New Conservatory Theatre Center

Spark drops in on San Francisco’s New Conservatory Theatre Center (NCTC) on a typical Saturday night. There are three theater spaces, and each one is full: cabaret in Theater Three; a comedy about drug addiction called “Rescue and Recovery,” by Steve Murray, in the Walker Theatre; and “Mambo Italiano,” by Steve Galluccio, in the Decker Theatre.

NCTC founder Ed Decker, who is also the theater center’s executive and artistic director, explains how, for him, risk-taking is what it is all about. “I strive to push past my comfort level. Whenever I start to see us producing things that are easily done, I quickly move in the other direction.” He celebrates the uniqueness of the NCTC as a populist community theater that speaks to and for diverse audiences, especially for the gay community in San Francisco.

The productions under consideration for the NCTC’s 2005 Gay Pride Season illustrate a commitment to trying new and challenging material. Contenders include a piece about photographer Richard Mapplethorpe and “Slap and Tickle,” by new writer Davis Parr, about a gay bathhouse. Both pieces are controversial, as is the work of Tony Award-winning playwright Terrence McNally, who is currently in residence at the NCTC as part of its new works program. McNally will have his third première at the NCTC in the 2006 Gay Pride Season.

Now that dramatizing the gay experience has become more acceptable, Decker sees the NCTC responding and moving in a new direction. It is no longer a question of gay theater or black theater or women’s theater. Now that theater articulates these voices, Decker believes that theater needs to reach out to other communities. Things may change, but the mission of the NCTC remains constant: to effect personal and societal growth, enlightenment and change.

The NCTC is a recipient of multiple Drama-Logue, Bay Area Theatre Critics and Dean Goodman awards and has also received substantial support from the National Endowment for the Arts. The NCTC was the first theater in the United States to use theater to educate youth in grades K-12 on HIV awareness and prevention as part of its nationally acclaimed YouthAware Education Theatre. The NCTC also offers adult classes throughout the year.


◆ Work instructions ◆
Where does the word "axis" show up in the records? Copy every line that holds it.

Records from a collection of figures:
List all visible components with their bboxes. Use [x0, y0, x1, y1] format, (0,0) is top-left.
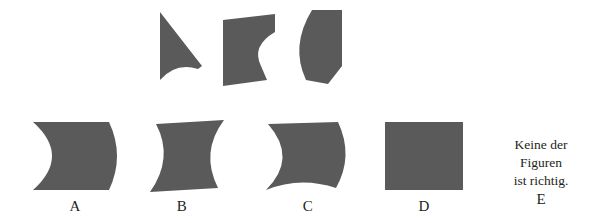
option-c-shape-icon [250, 120, 356, 194]
option-e-line-2: Figuren [489, 154, 593, 172]
option-d-label: D [404, 199, 444, 214]
option-a-label: A [55, 199, 95, 214]
stimulus-piece-2 [221, 12, 279, 90]
stimulus-piece-3 [292, 8, 346, 88]
option-e-label: E [489, 192, 593, 207]
option-e-text: Keine der Figuren ist richtig. [489, 136, 593, 189]
concave-right-block-piece-icon [221, 12, 279, 90]
shape-assembly-puzzle: A B C D Keine der Figuren ist richtig. E [0, 0, 598, 223]
option-a-shape-icon [29, 120, 127, 192]
option-b-label: B [162, 199, 202, 214]
option-e-line-3: ist richtig. [489, 172, 593, 190]
option-e-line-1: Keine der [489, 136, 593, 154]
option-b[interactable] [134, 118, 232, 196]
option-c[interactable] [250, 120, 356, 194]
stimulus-piece-1 [158, 10, 206, 84]
convex-left-bulge-piece-icon [292, 8, 346, 88]
option-b-shape-icon [134, 118, 232, 196]
option-a[interactable] [29, 120, 127, 192]
option-e[interactable]: Keine der Figuren ist richtig. E [489, 136, 593, 207]
option-d-shape-icon [383, 120, 465, 192]
option-c-label: C [288, 199, 328, 214]
narrow-wedge-piece-icon [158, 10, 206, 84]
option-d[interactable] [383, 120, 465, 192]
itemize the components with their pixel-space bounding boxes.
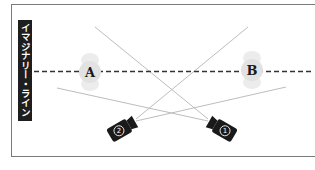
subject-b-label: B <box>247 63 258 78</box>
camera-2: 2 <box>106 115 139 142</box>
camera-2-number: 2 <box>117 127 121 135</box>
diagram-canvas: A B 2 1 <box>0 0 315 170</box>
subject-a: A <box>79 53 101 91</box>
sight-line <box>136 27 248 119</box>
sight-line <box>95 27 208 119</box>
subject-a-label: A <box>84 65 96 80</box>
sight-line <box>57 88 208 121</box>
camera-1: 1 <box>205 115 238 142</box>
subject-b: B <box>241 51 263 89</box>
sight-line <box>136 87 286 121</box>
camera-2-sight-lines <box>136 27 286 121</box>
camera-1-number: 1 <box>223 127 227 135</box>
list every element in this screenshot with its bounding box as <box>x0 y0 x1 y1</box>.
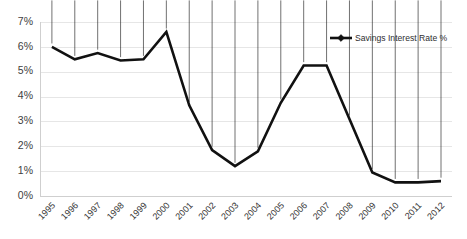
y-axis-tick-label: 7% <box>18 15 33 27</box>
chart-container: 0%1%2%3%4%5%6%7% 19951996199719981999200… <box>0 0 467 239</box>
y-axis-tick-label: 4% <box>18 89 33 101</box>
y-axis-tick-label: 0% <box>18 189 33 201</box>
y-axis-tick-label: 5% <box>18 64 33 76</box>
y-axis-tick-label: 6% <box>18 40 33 52</box>
line-chart: 0%1%2%3%4%5%6%7% 19951996199719981999200… <box>0 0 467 239</box>
y-axis-tick-label: 3% <box>18 114 33 126</box>
y-axis-tick-label: 1% <box>18 164 33 176</box>
y-axis-tick-label: 2% <box>18 139 33 151</box>
legend-label: Savings Interest Rate % <box>355 33 448 43</box>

◆ Your response ◆
y-axis-tick-label: 7% <box>18 15 33 27</box>
y-axis-tick-label: 4% <box>18 89 33 101</box>
y-axis-tick-label: 0% <box>18 189 33 201</box>
y-axis-tick-label: 5% <box>18 64 33 76</box>
y-axis-tick-label: 6% <box>18 40 33 52</box>
y-axis-tick-label: 3% <box>18 114 33 126</box>
y-axis-tick-label: 1% <box>18 164 33 176</box>
y-axis-tick-label: 2% <box>18 139 33 151</box>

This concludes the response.